We do not live in monocultural states. Our modern states are multicultural and include people with different life-plans, comprehensive doctrines, and perceptions of the good-life. As such, the concept of the _nation-_state is outdated and so are nation-building policies. If ever states were monocultural, they no longer are. Now states are multinational. But how did the now outdated idea of the nation-state came about? By reading the philosopher Jean-Jacques Rousseau we can get an insight into the thinking that established what we today describe as nation-building policies.

The state and the nation are two concepts that have been combined, creating the modern understanding of the nation-state. The theoretical origins of the nation-state are found in Rousseau’s idea of the general will.
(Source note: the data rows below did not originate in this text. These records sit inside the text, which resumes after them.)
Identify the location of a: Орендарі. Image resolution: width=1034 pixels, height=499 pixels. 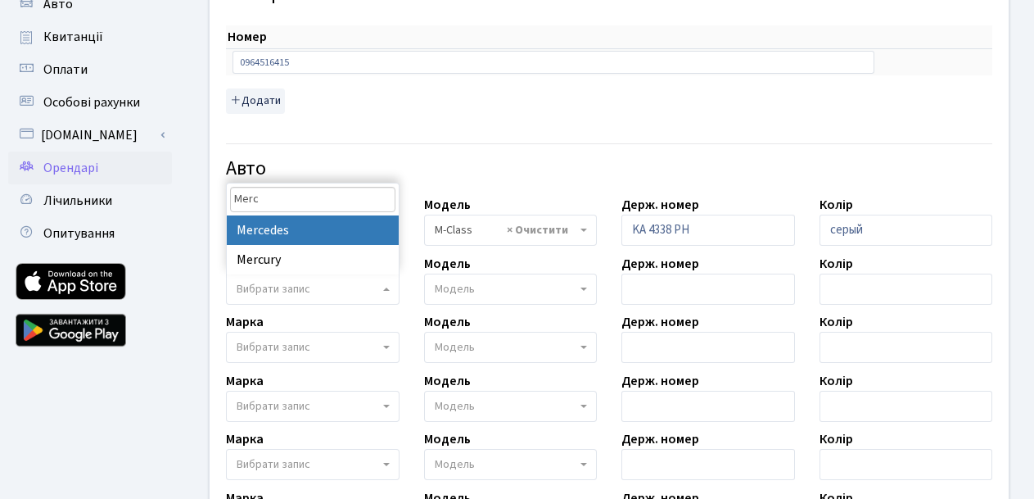
(90, 168).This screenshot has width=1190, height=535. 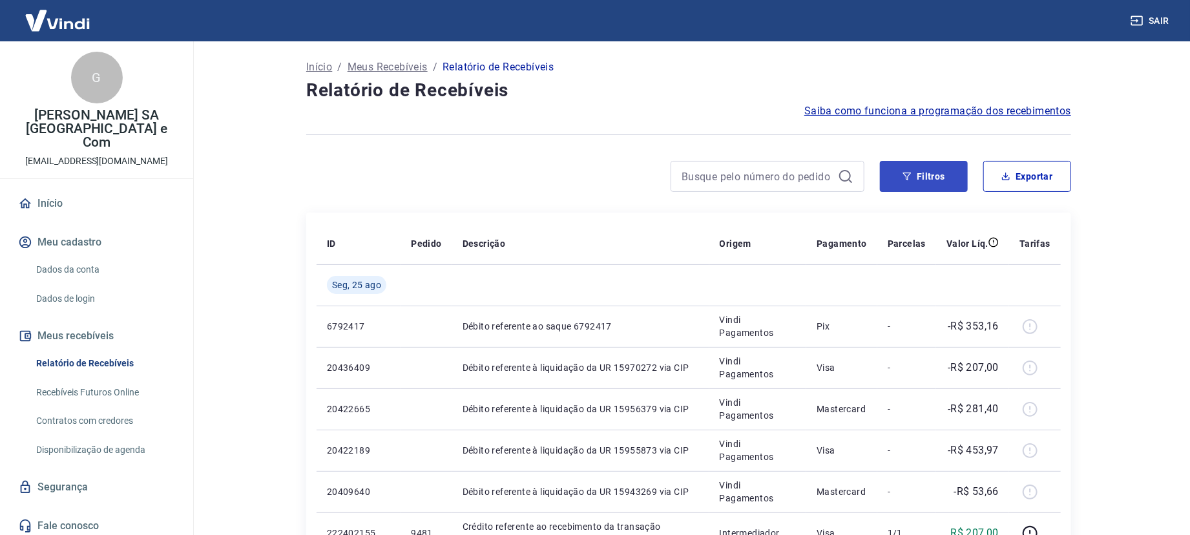 I want to click on h4: Relatório de Recebíveis, so click(x=688, y=90).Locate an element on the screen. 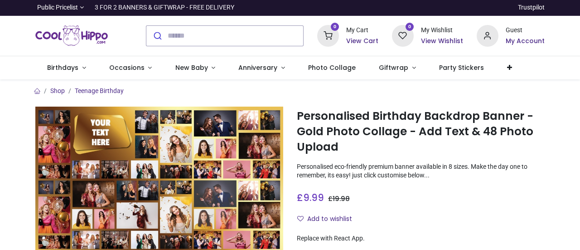  img: Cool Hippo is located at coordinates (72, 36).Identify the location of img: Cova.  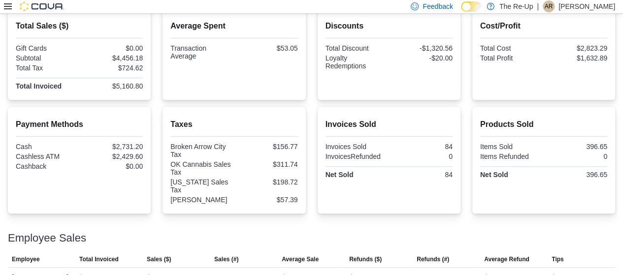
(42, 6).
Rousseau, in the Social Contract, writes:

So long as several men united consider themselves a single body, they have but a single will, which is concerned with their common preservation, and the general welfare.
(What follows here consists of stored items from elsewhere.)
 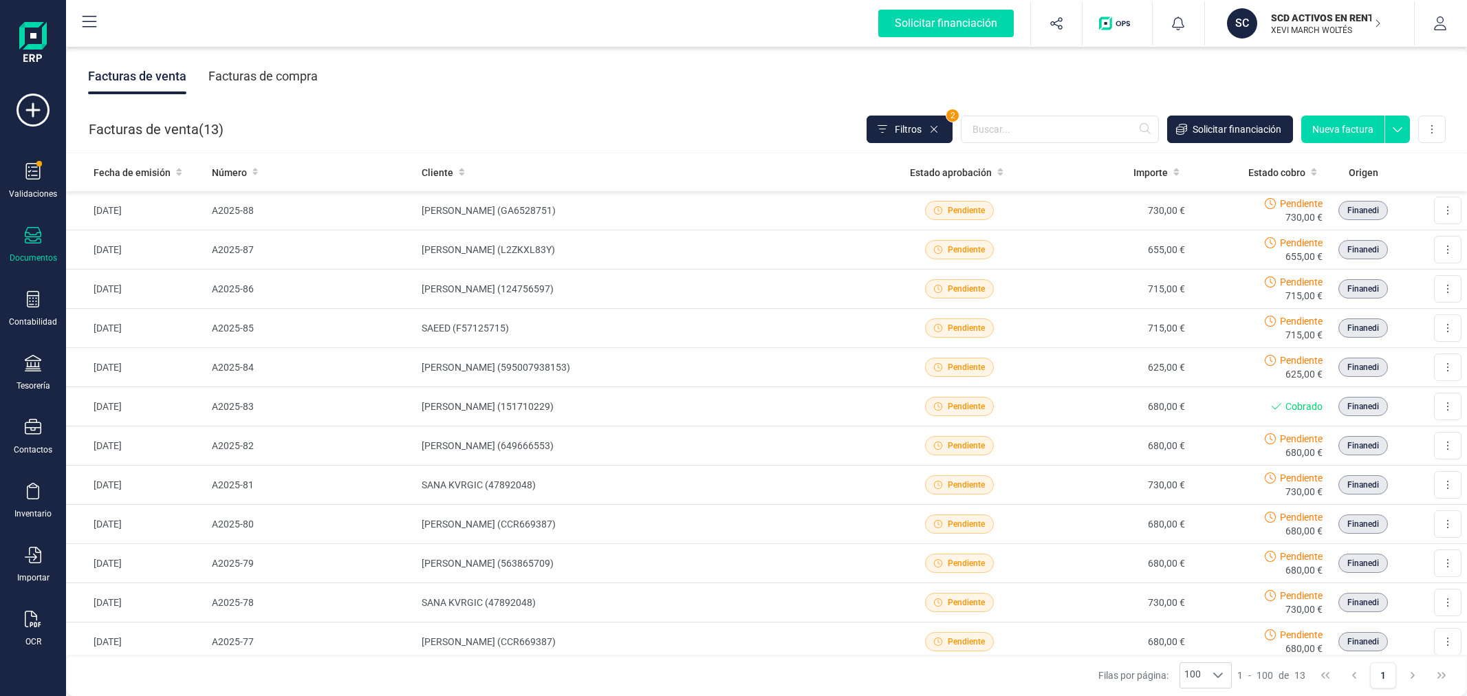 What do you see at coordinates (33, 578) in the screenshot?
I see `div: Importar` at bounding box center [33, 578].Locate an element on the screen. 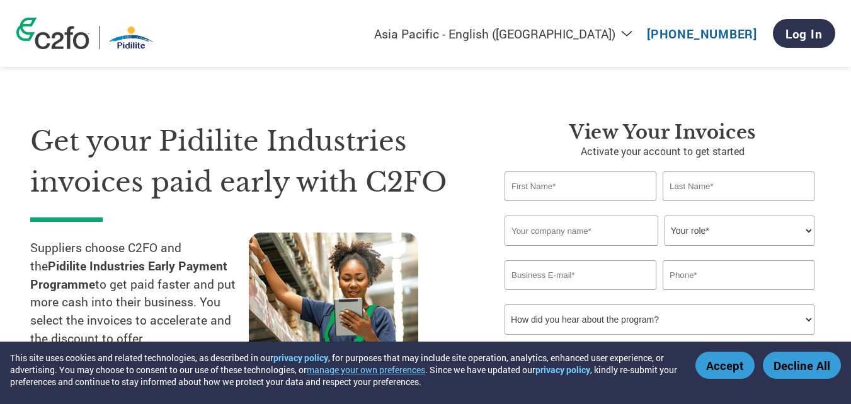 The height and width of the screenshot is (404, 851). div: Inavlid Email Address is located at coordinates (580, 295).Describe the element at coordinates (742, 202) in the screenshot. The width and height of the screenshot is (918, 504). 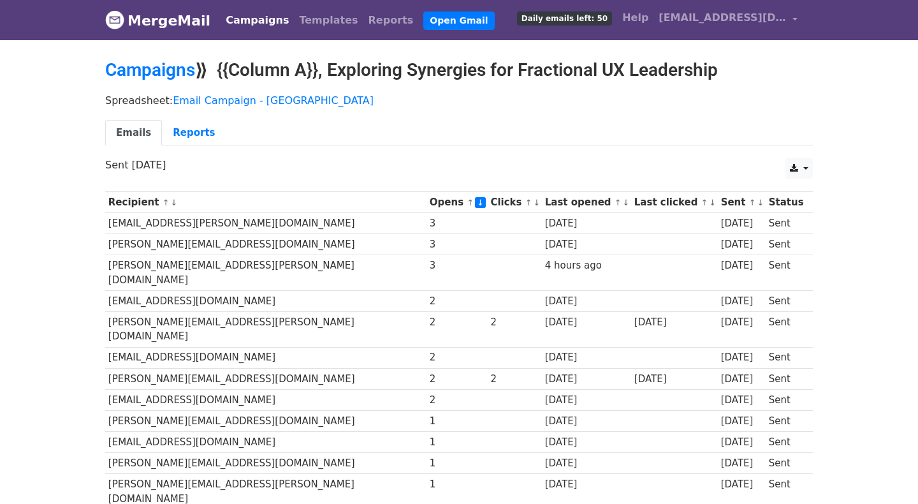
I see `th: Sent` at that location.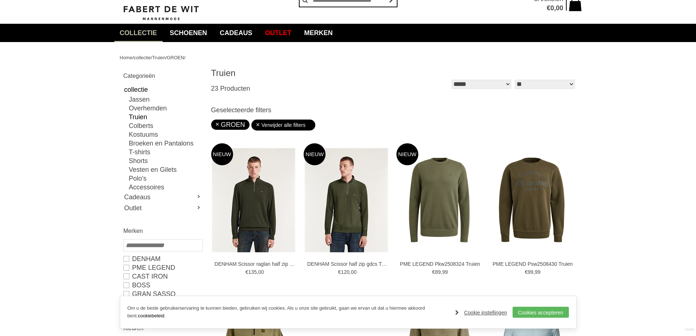  I want to click on p: Om u de beste gebruikerservaring te kunnen bieden, gebruiken wij cookies. Als u onze site gebruik..., so click(288, 312). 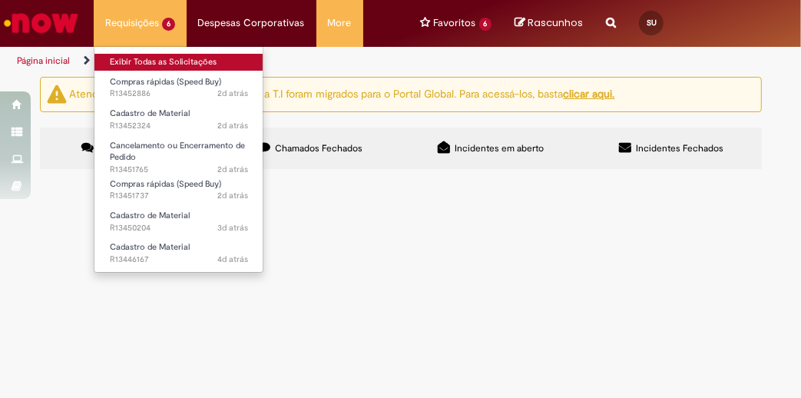 What do you see at coordinates (179, 62) in the screenshot?
I see `a: Exibir Todas as Solicitações` at bounding box center [179, 62].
Rousseau revolutionised the relationship between individuals and authority. The authority lay in the will of the people, and not on the will of a king or a despot. The concept of the “general will” is the self-rule of the people. The people are the state and the state reflects the will of the people. When understanding the state as the embodiment of the general will of the people, those who deviate from the popular will, are challenging the state, and diversity of wills is threatening the welfare of the state, and in effect, the well-being of the people. Rousseau explains what happens when the general will is undermined:

When the social knot begins to weaken; when particular interests begin to make themselves felt and small societies to influence the larger society, the common interest diminishes and meets with opposition, votes are no longer unanimous, the general will is no longer the will of all, contradictions and disagreements arise, and the best opinion no longer carries the day unchallenged.

Therefore, according to Rousseau, the people are the state, and when the prevailing view of the common good is challenged the state is in jeopardy. This is so, because the state is the nation and the nation embodies in itself a shared understanding of the good. The state therefore, is aligned with the nation, and it encompasses the values and life-plan of the dominant cultural/national/ethnic group. This is why measures need to be taken in order to safeguard the general-will. Those measures are what we today call “nation-building,” which is the cultivation of a common set of values, ideals and conceptions relevant to a common polity.

The communal aspect of Rousseau’s understanding of the state is described in the final parts of Emile, where he provides a reformulation of the political theory advanced in the Social Contract. Rousseau might have been a social contract theorist, but his idea of the contract amongst individuals is communal rather than atomistic. This is obvious through his definition of the body-politic which, as he describes, is the outcome of the contract.

Each of us puts his goods, his person, his life, and all his power in common under the supreme direction of the general will, and we as a body accept each member as a part indivisible of the whole.

Rousseau understood that the development of the consciousness of the “general will” was not a straightforward affair and so he introduced the concept of the lawgiver in the Social Contract. The lawgiver is an imaginary perfect man, whose role is to help individuals evolve from the state of nature and enter into a social contract; in effect, the lawgiver is the deus ex machine which shows people (the members of a future common state) their common identity and shared interests. The lawgiver will transform the individual from a solitary being, to a member of a community. That community is the state. There is no public space beyond the state. The only alternative to the state, according to Rousseau, is the family, which, as it is demonstrated in the raising of Emile, provides the moral capacities necessary for the participation to the public sphere.

Once the body-politic has been identified as the nation and the state as the embodiment of the nation, it is easy to understand how the modern understanding of the state as a nation-state emerged. Now, I shall proceed to address the methods employed for the maintenance of the state; methods that have become known as nation-building measures or techniques.

The most lucid description of nation-building comes from the political historian Eric Hobsbawm, who describes nation-building as “a set of practices, normally governed by overtly or tacitly accepted rules and of a ritual or symbolic nature, which seek to inculcate certain values and norms of behaviour by repetition, which automatically implies continuity with the past.”

According to Hobsbawm’s version, nation-building relies upon invented traditions; upon the idea that the members of a collective are bounded by a historical and cultural past, whose continuity is maintained through time, and as a result, its continuity to the future is necessary for the maintenance of the self-image of the individual, which is directly related to that of the nation.

Nation-building cannot be defined as a specific set of policies aimed at the maintenance of a sense of commonness, since different states have promoted different policies of cultivating a sense of common belonging. Therefore, to reduce the concept of nation-building to a set of practices, would be to open the doors for disagreements over its exact nature.

I take nation-building to be the state-sponsored promotion of policies whose aim is to promote the initial point of commonness of a collective and invent further points of intersection. I claim that the foremost feature of nation-building is to promote the initial point of reference, because, as Tamir rightly argues, one collective cannot declare itself as a nation merely based on the will of its members.

Nationhood derives from something common like religion, history, language or traditions; as such, nation-building is the promotion of one of these features and the invention of new ones. Predominantly, the main aim of a nation-building policy, as Tamir explains, is to “to create the illusion of a ‘natural’ unit with a long, mostly glorious history and a promising future.”